Let’s say for example purposes only in a future datacenter near you that compute servers have 64*2.5 Ghz cores then to be balanced each server needs about 100 Gb/s of bandwidth. This is not local IO. Local IO doesn’t matter. You need to access datacenter wide IO. The datacenter may have 50k servers; flash storage at 100k+ IOPS, 100 microseconds access time, petabytes of storage; and in the future some other Non Volatile Memory technology will have 1M+ IOPS, 10 microsecond access times, and terabytes of storage.
So you would need a 5 Pb/s network and correspondingly capable switches. Even with a 10:1 oversubscription ratio this means you would need a 500Tb/s datacenter network to come close to achieving balance. For perspective, a 500Tb/s network has more capacity than the entire internet today (which is probably near 200Tb/s).
Latency. To achieve goals of storage infrastructure disaggregation you need predictable low latency.
Disks are slow with 10 millisecond access latency so they are easy to make look local. The network is faster than that.
Flash and NVM are much harder.
Availability. You have a building worth of computes, new servers need to be introduced continuously, servers need to be upgraded to go from 1G -> 10G -> 40G -> 100G -> ???
The building can’t be taken down for the upgrade to happen.

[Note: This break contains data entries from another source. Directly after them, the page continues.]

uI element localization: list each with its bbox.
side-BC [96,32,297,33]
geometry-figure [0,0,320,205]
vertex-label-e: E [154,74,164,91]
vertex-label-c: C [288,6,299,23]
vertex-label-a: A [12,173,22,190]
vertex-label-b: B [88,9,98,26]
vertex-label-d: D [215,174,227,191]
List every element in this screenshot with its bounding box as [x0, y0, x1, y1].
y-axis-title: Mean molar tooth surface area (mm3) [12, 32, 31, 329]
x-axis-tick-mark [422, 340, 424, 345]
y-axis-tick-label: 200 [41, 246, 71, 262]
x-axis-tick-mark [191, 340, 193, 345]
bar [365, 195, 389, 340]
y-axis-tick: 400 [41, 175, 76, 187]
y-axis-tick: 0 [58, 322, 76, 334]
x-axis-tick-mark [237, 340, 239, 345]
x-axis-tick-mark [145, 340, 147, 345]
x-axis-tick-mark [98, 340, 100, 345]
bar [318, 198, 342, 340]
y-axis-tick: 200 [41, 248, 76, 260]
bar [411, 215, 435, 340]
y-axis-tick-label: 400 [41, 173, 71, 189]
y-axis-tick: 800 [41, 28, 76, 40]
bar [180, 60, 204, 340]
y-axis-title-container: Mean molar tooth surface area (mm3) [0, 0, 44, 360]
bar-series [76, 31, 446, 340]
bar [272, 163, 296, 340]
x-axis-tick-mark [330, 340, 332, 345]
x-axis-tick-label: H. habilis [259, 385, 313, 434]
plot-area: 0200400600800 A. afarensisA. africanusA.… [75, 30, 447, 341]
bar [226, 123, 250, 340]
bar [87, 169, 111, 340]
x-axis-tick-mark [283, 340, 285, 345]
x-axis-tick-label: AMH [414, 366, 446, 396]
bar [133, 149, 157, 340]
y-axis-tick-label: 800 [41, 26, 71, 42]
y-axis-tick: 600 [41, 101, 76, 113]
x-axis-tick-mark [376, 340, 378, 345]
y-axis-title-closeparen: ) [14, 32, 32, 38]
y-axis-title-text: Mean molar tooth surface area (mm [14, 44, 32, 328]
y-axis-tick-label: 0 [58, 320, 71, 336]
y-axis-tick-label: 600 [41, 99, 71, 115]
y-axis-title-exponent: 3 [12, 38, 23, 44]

The investment is just too large. Refreshing the network and servers must be constant. The old must live with the new without interrupting very much capacity at all.
Scale up networking doesn’t work. It’s not possible to do perform a scorched earth upgrade on a network that criss crosses the entire datacenter.
Google Cloud Platform is built on a datacenter network infrastructure that supports Google scale, performance, and availability. This is being opened up to the public. The hope is the next great service can leverage this infrastructure without having to invent it.
Key challenges are providing isolation while opening up the raw capacity of the hardware.
In the early days Google faced a choice of how to build their control plane. Use the existing service provider related stack of OSPF, ISIS, BGP, etc. Or build their own.
They chose to build their own for several reasons.
The topologies Google was considering a decade ago needed multipath forwarding to work. Lots and lots of paths between the source destination were needed to achieve the desired bandwidth. Existing protocols didn’t support multipath. They were about connectivity. Finding a path from the source to the destination, not the best best, and not multiple paths.
Ten years ago there were no high-quality open source stacks.
All the protocols were based broadcasts and at the scale Google was looking to operate at they were worried about the scalability of broadcast based protocols.
Once the broadcast based protocols are installed you have to configure each individual box to use them and Google doesn’t like that.
Putting it all together with the new conventional wisdom learned at Google in building massive systems at scale:
Logically centralize (this does not mean a single server) with a hierarchical control plane with peer to peer data plane beats full decentralization. Seen it play out over and over again, and played out with datacenter networks as well.
Scale out is much more convenient than scale up. This was seen with GFS, MapReduce, BigTable, and Andromeda.
Centralized configuration and management dramatically simplifies all system aspects as well as deploying.